The Pfizer-BioNTech coronavirus vaccine has been a target by conspiracy theorists, whose messages, which are riddled with disinformation and misinformation, were amplified on social networks in the fall and early winter of 2020, according to CBS News.

Many of these disinformation campaigns create false ideas about the vaccines and use fake accounts and real influencers that the public may be familiar with to reach millions of people on sites such as Twitter, Reddit and 4chan, according to a recent analysis from a cyber-defense firm, CBS reported.

False claims that the vaccine was delayed for political reasons was one of the COVID-19 conspiracy narratives circulating on the internet, according to Blackbird.AI, a New York tech security firm that uses artificial intelligence to combat disinformation.

Blackbird CEO Wasim Khaled explained that the algorithm their firm created analyzed posts in real-time by looking for signals that indicate activity by botnets and anti-vaccination influencers, according to CBS.

Khaled said that companies including Facebook and Twitter employ both machine-learning algorithms and human moderators to help reduce the spread of conspiracy theories, but explained that botnets, which are behind some of the misinformation spread, are not actively managed by humans, are inexpensive and easy to deploy and difficult for social networks to get rid of. 
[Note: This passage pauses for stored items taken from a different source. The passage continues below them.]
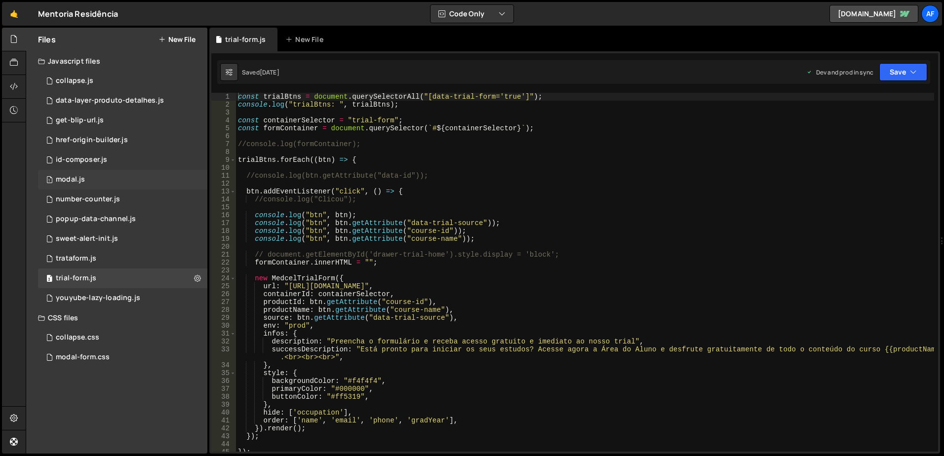 This screenshot has height=456, width=944. I want to click on div: 31, so click(224, 334).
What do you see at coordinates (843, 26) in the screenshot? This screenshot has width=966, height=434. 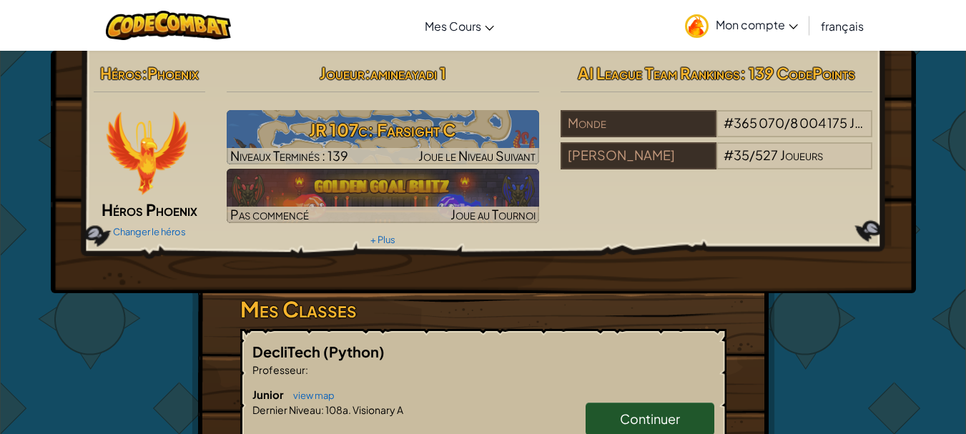 I see `span: français` at bounding box center [843, 26].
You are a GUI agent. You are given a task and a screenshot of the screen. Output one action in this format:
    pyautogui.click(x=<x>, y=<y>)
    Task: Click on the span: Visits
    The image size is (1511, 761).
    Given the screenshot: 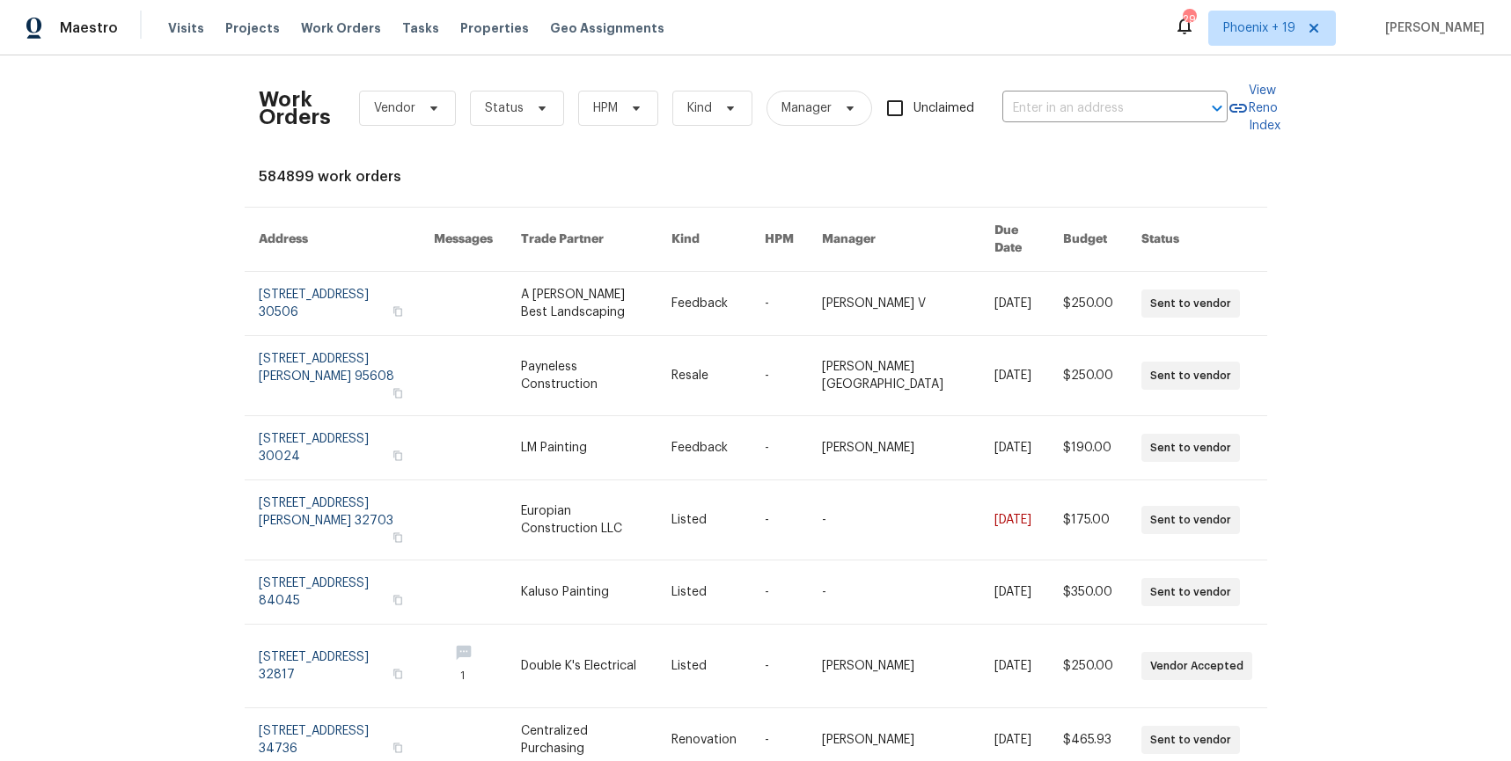 What is the action you would take?
    pyautogui.click(x=186, y=28)
    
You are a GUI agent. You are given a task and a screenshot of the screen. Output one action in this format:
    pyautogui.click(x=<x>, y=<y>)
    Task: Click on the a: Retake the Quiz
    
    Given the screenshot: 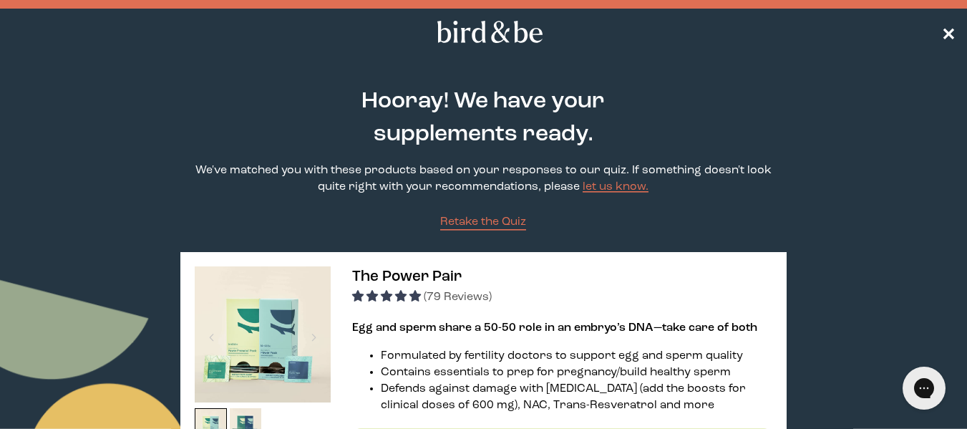 What is the action you would take?
    pyautogui.click(x=483, y=222)
    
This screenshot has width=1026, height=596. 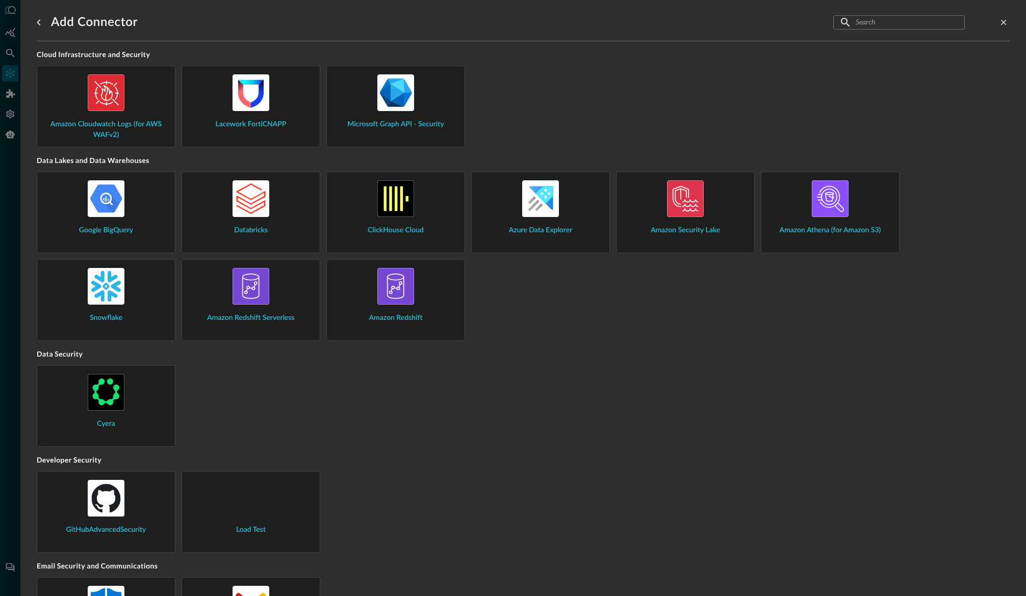 What do you see at coordinates (395, 318) in the screenshot?
I see `span: Amazon Redshift` at bounding box center [395, 318].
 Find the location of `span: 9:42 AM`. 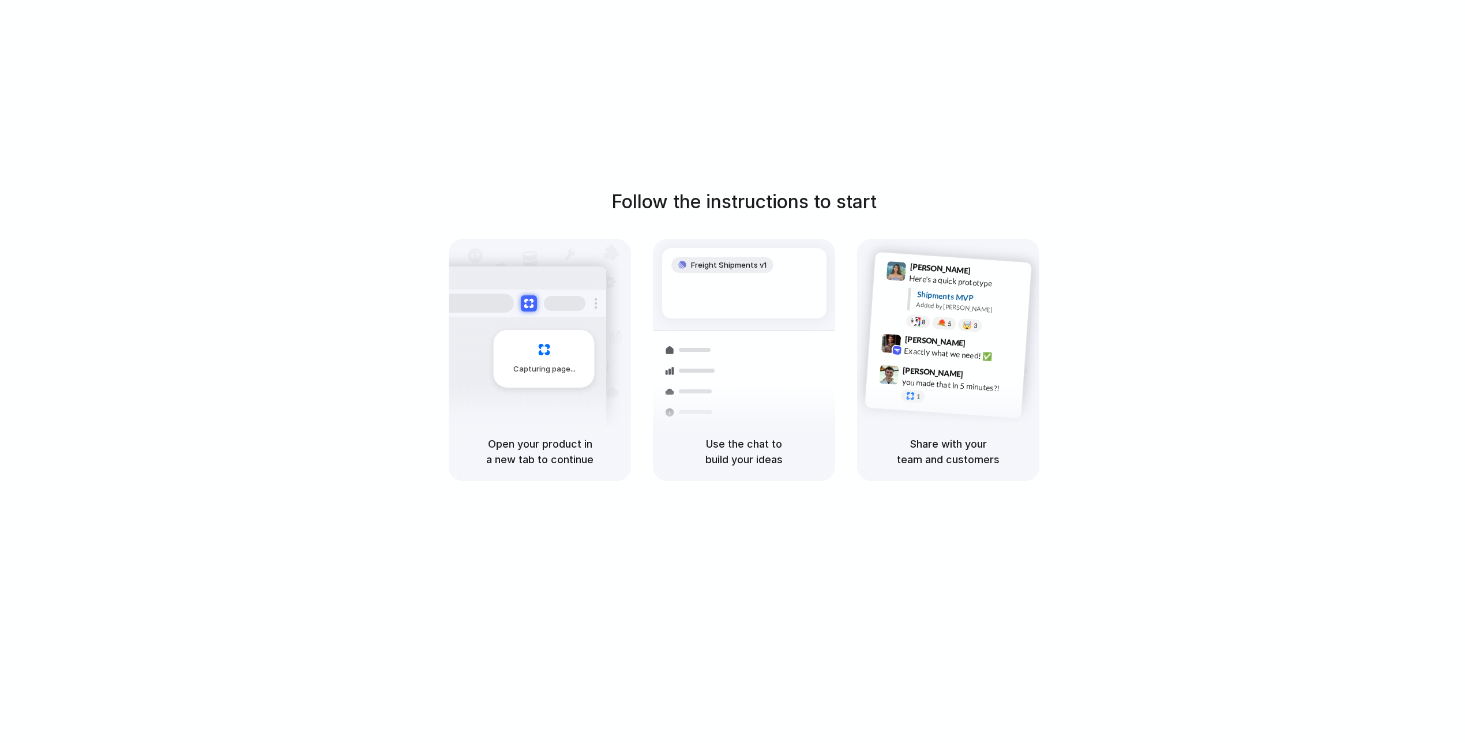

span: 9:42 AM is located at coordinates (980, 345).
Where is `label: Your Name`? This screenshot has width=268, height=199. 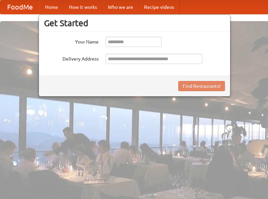 label: Your Name is located at coordinates (71, 41).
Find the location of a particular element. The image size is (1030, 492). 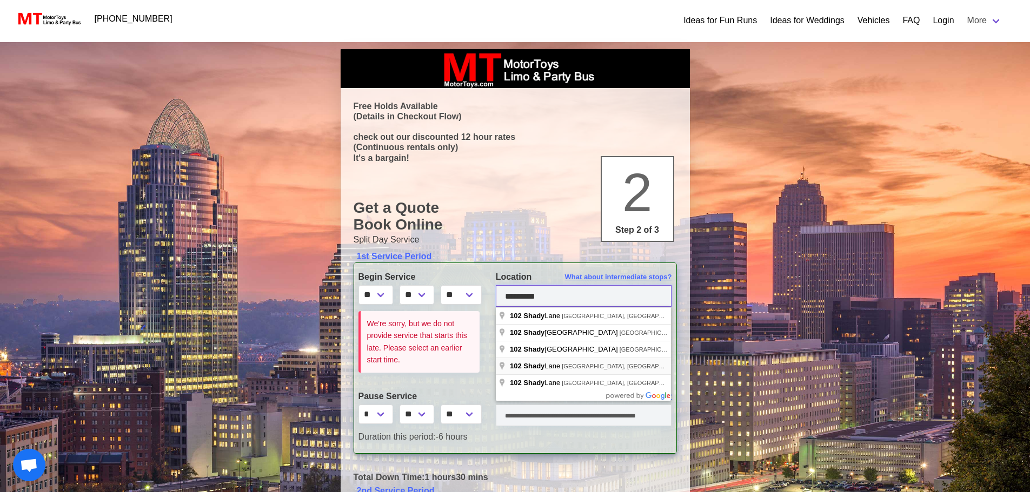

”Bots and influencers work in tandem," Khaled told CBS. "We can't prove if they collude behind the scenes, but social media data shows clearly that they influence each other by sharing the same links, repeating the same phrases, tagging the same accounts and jumping in on trending hashtags.”

Some botnets spam out links to conspiracies by hopping on trending hashtags that then reach real influencers, Khaled said. And in some instances, hundreds of coordinated posts that include anti-vaccine and pseudoscientific claims are released around the same time, leading some to believe they're witnessing a trend catch on.